What Texas Music Really Is
selected music columns from Buddy Magazine; copyright 2009
Cover blurbs:
“Very good listener and very perceptive. I wish there were
more like you.” – Lloyd Maines
“Yours is a voice that at times reaches out gently and turns
my face back around to where I should be looking. Thank you for that.” - Nathan
Hamilton
“I really, really appreciate the careful consideration and
thoughtfulness you put into your writing. It’s refreshing to read an articulate
perspective and response to the music, as opposed to just a regurgitation of
press materials. Yours is the kind of writing that I used to soak up when I was
teenager, and would send me running to the store to explore that music on my
own. So thanks for maintaining a real voice. – Danny Schmidt
“You are one of the best advocates we have, and I thank you
for your non-materialism, your selfless patronage of the arts . . .”- Jeanie
Perkins
“I love the way your mind works, your interpretation of
life, and the way you communicate your perspective.” - Tiffany Shea
“His knowledge of music and the music business is astounding
, , , a real professional and
intellectual.” – Michael “Rockzilla” Johnson
“ . . . Eudora Welty of Texas music.” - Candance Robison
“I’m just drunk enough to tell you that you’re my
most-admired person in Texas music.” – anonymous
Excerpt:
Black dirt mixed with sweat fills the tiny cuts on your
fingers. Your back aches without release in the cotton fields, where the rows
are long and dusty and the first blues notes danced in the heat.
In the old mountains where Celtic music began to become
American music, vague feelings of isolation and inevitability danced with the
changing of the seasons.
In the dark of a long night lit by the moon through an open
window, and perhaps in the one-room church on a Sunday morning, we danced with
one another and we prayed for imaginary sins to be forgiven.
These were among the kinds of spiritual places where people
created the roots of our best music. Good music comes from many places, but
these are the places that call me tonight. In the landscapes and in the
yearnings of the Celtic and African peoples who could lost themselves – and
find themselves again – in the soundscapes that are, at the same time, as
simple and complicated as the at-once real and mythical South. It is easy to
write that most of this nation’s most meaningful art – including music – has
risen from the fundamentalist South. It is easy to write that this art is most
often dearly personal.
The acoustic blues, as a musical form, comes from the
country. The blues got a little more complicated, a little less clean, in the
city. So did the kind of country-folk music I invoke here, although in its revival
today it is, perhaps, less of a novelty than acoustic blues.
Neither kind of music is, by today’s cynical standards,
sophisticated. Which isn’t a problem for people with open minds.
Listen to the stories in the acoustic guitar from the cotton
field style. Perhaps Lightnin’ Hopkins on Blues in My Bottle, or Blind Willie
Johnson on the older “Dark Was the Night, Cold Was the Ground.”
Listen to the stories in the fiddle (sometimes called the
devil’s instrument, because it’s so hard to master) from the mountains. Perhaps
Stuart Duncan on Dolly Parton’s “Little Sparrow” or “Mountain Angel.” Or to any
number of Texas players.
Listen to the layers of complexity filtered through the
Gospel of Sin and Redemption.
And listen to the unsophisticated voices sharing deep
passions: Parton’s sweet vulnerability and Hopkins’ raw perseverance, among
many examples.
There can be a kinship of the guitar and the fiddle, played
the way they can be played, and of the voices of our most soulful singers. It
is a kinship -–a union of meaning, if not blood – that asks more questions than
we can ever answer. And it is the questions that move us, that make us dance.
Answers too often urge us to stand still.
It is the questions that move us.
Let me write it one more time: It is the questions that move
us. We may see movement, just for a moment, as our own spiritual seeking, a
search for purpose or validation. For a place to belong. It is a popular
pastime again today. And it is, perhaps, nothing more, nor less, than seeking the
truest stories of our own lives in the strangest of lands: Song, Inspiration,
What Was, Love, Joy and Pleasure, Meditation, Tragedy, Memory, Subjectivity,
Comedy, Fate, and Dance.
These are the dozen provinces of the classical muses, whose
roads we travel when we listen to meaningful music. We journey long, and come
to a crossroad from time to time, where the devil lurks in a ramshackle tavern
hoping to buy another soul. We ply him with drinks and play him one sad song
after another on the jukebox, and wish him well as he nods, momentarily, and we
waltz out the door.
The best music is direct and uncluttered, from the heart. No
more complicated than it must be to keep one foot moving ahead of the other.
Ultimately, as we leave the devil nodding at the bar, we
realize that the blues and the folk side of country music are the music of
optimism.
The blues dance in the heat.
Isolation and inevitability dance with the changing of the
seasons.
We dance with one another in the dark of a long night, even
when we are apart.
It is the lyric – our limited language – which sometimes
turns music into poetry. And it is poetry that tries best, and almost always
fails, to put into words the way we feel.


(WHAT THE TASK ASKS): How many lines in the records below include "Rate"? Answer with the number only.

(MATERIAL PROVIDED):
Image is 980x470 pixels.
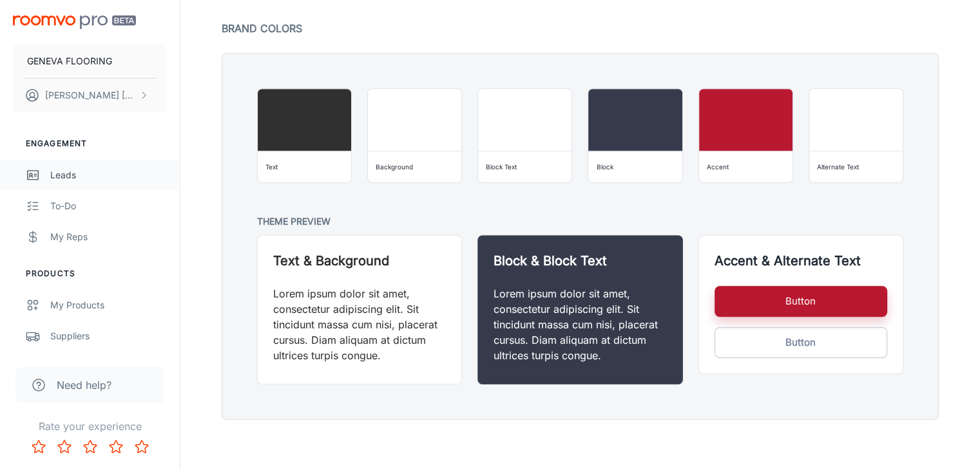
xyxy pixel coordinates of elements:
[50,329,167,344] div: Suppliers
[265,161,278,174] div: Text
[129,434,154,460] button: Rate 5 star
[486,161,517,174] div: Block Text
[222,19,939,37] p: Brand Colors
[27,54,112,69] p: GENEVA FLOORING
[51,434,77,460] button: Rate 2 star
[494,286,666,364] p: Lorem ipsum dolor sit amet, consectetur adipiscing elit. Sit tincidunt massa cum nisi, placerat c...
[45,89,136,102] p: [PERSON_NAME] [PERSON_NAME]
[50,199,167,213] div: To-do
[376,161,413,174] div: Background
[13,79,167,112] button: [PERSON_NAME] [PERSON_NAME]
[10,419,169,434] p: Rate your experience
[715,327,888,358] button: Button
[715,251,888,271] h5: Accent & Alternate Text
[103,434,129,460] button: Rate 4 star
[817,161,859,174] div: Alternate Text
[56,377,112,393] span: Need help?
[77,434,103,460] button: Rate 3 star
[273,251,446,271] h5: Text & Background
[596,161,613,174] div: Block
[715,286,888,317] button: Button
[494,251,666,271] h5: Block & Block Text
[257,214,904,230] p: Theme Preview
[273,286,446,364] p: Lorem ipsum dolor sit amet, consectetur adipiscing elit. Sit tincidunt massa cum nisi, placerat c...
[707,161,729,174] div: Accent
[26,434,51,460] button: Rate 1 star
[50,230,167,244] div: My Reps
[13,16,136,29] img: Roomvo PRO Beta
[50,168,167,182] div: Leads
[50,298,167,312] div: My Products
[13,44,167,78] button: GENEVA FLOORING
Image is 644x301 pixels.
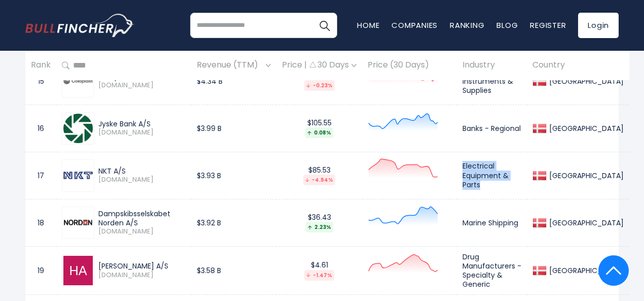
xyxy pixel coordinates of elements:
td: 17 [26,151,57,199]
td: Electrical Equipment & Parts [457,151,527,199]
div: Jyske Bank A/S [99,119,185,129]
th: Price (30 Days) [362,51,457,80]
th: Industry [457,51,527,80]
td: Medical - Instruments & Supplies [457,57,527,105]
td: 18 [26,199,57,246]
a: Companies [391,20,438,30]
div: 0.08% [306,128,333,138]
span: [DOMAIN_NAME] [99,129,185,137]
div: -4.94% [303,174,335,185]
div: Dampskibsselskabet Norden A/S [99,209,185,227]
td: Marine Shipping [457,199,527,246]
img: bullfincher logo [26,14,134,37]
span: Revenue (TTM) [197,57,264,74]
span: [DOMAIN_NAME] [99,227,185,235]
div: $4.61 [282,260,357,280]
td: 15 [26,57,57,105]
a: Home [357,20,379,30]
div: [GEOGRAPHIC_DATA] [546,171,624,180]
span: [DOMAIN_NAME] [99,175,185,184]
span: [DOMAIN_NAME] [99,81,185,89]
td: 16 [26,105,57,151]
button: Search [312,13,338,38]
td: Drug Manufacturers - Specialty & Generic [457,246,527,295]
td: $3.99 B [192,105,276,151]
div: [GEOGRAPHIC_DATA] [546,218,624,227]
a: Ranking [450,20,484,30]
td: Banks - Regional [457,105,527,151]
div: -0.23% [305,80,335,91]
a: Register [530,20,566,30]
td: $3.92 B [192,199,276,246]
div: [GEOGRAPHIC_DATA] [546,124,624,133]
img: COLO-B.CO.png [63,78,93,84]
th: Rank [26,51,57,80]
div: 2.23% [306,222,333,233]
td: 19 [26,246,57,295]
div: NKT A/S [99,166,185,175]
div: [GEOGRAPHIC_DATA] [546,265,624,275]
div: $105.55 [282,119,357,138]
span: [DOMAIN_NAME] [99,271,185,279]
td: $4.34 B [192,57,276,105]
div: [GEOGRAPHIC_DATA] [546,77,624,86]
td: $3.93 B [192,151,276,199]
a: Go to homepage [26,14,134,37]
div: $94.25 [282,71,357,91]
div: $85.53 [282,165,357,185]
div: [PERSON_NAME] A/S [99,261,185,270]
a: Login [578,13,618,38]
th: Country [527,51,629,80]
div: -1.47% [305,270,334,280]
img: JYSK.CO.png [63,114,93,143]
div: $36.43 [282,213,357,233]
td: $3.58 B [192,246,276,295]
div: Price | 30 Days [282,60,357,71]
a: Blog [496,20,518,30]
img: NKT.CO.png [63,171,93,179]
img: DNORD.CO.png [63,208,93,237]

(ANSWER AREA): 6